Starting point is 00:24:51 Yeah, well, TikTok and X now are completely outside of their control, the censorship machine, whether it's pro-Israel or the government. And also the educational kind of basis for the, anti-Israel movement has been in place in the U.S. educational and probably EU educational system for the last 20 to 30 years. So effectively, you know, every poll saying this is that, you know, people under 40 are, they don't excuse Israel. They don't see them as justified in their actions. They're largely anti-Israel. And that the control that the pro-Israel network, has over the U.S. traditional media isn't effective at all anymore because almost all,
Starting point is 00:25:43 you know, standard nightly newscast has, what, seven million people? Six of those million, or six out of those seven million people are over 55, right? And that means like only one million is under 55. And you go online, you go to, you know, one of the viral TikTok posts, like that that former State Department official from Bush Obama years who handled the Israel Palestine issue started doing these rants against this flophil guy, a street truck vendor. And over a course of several weeks, he was, you know, film doing it. He's working on a pro-Israel lobbying group. And they put it up on TikTok.
Starting point is 00:26:28 And I mean, it was just, you know, aggressively attacking this guy. I'm going to send you back to Egypt and your kids and you and everyone will, you know, be tortured in Egyptian prisons and, you know, I'll call my friends over an immigration to get this going right now, that kind of stuff. And he eventually got arrested, but that post, those videos, got seen by hundreds of millions of people, hundreds of millions. I mean, anyone under, you know, under 50 years old now gets most of their information, most of their news through online sources, and that's the kind of stuff they're saying.
Starting point is 00:27:01 seeing. And that, you know, that kind of post is, you know, just one of the many, many, many posts that are, you know, recharacterizing Israel as a state conducting genocide. That is an apartheid state. It's now becoming very common to see that, you know, they need BDS to handle it. All of these things are starting to grow. The narrative is shifting. And under 40, they've lost it. And I, you know, I found a, I don't know if this was a, I, I don't know, I think it was an accurate leaked audio of Jonathan Greenblet from ADL talking about this very issue. They thought they had got the left, right, locked. And they do in the standard political kind of center right, center left.
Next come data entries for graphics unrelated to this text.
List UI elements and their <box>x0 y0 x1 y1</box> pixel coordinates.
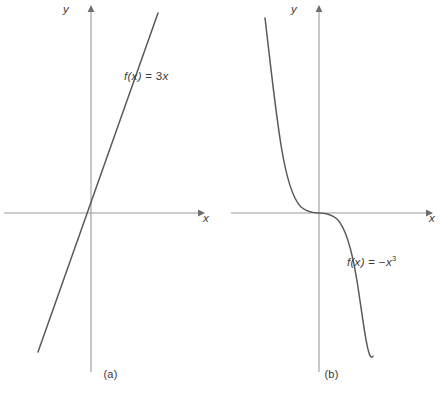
negative-sign-b: − <box>379 256 386 268</box>
y-axis-label-b: y <box>291 3 297 15</box>
variable-a: x <box>163 70 169 82</box>
y-axis-label-a: y <box>63 3 69 15</box>
function-label-b: f(x) = −x3 <box>347 256 396 268</box>
caption-a: (a) <box>0 368 221 380</box>
x-axis-label-a: x <box>203 212 209 224</box>
exponent-b: 3 <box>392 254 396 263</box>
function-label-a: f(x) = 3x <box>124 70 169 82</box>
coefficient-a: 3 <box>156 70 163 82</box>
equals-sign-b: = <box>368 256 375 268</box>
y-axis-arrow-b <box>316 5 323 12</box>
caption-b: (b) <box>221 368 442 380</box>
function-notation-a: f(x) <box>124 70 142 82</box>
panel-a: y x f(x) = 3x (a) <box>0 0 221 396</box>
function-notation-b: f(x) <box>347 256 365 268</box>
panel-b: y x f(x) = −x3 (b) <box>221 0 442 396</box>
figure-container: y x f(x) = 3x (a) y x f(x) = −x3 (b) <box>0 0 442 396</box>
curve-linear-a <box>38 13 158 352</box>
y-axis-arrow-a <box>88 5 95 12</box>
x-axis-label-b: x <box>429 212 435 224</box>
plot-a <box>0 0 221 372</box>
equals-sign-a: = <box>145 70 152 82</box>
plot-b <box>221 0 442 372</box>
Starting point is 00:27:47 The political establishment is very, very pro-Israel. But the under 40s, they've lost it. And any kind of like, you know, push they've made in. In terms of controlling news coverage, I mean, the IDF soldiers that they had come on, the nightly news broadcasts, they were so arrogant and so heavy-handed. And, you know, I mean, sometimes giggling when they were talking about killing civilians and the like, and it was just like, any, under 40s that I've seen interact with it has been just brutal. They don't, they don't trust anything on the nightly news anymore. They make fun of the kind of the claims being made. And to a certain extent, I say it almost as a bad thing for the United States as well, is that these under 40s are seeing the U.S.
Starting point is 00:28:47 give unqualified and unconditional support to Israel. And Israel is doing such a bad job in terms of executing and justifying. And their policies are a mess right now. And that unqualified support for bombing civilians and killing kids is now transferring to the United States government. And it's losing legitimacy by proxy. Right. And that it's affecting the loyalty that these people have, these young folks. And we're talking majority, 60, 70 percent of anyone under 40, they're losing loyalty to the United States.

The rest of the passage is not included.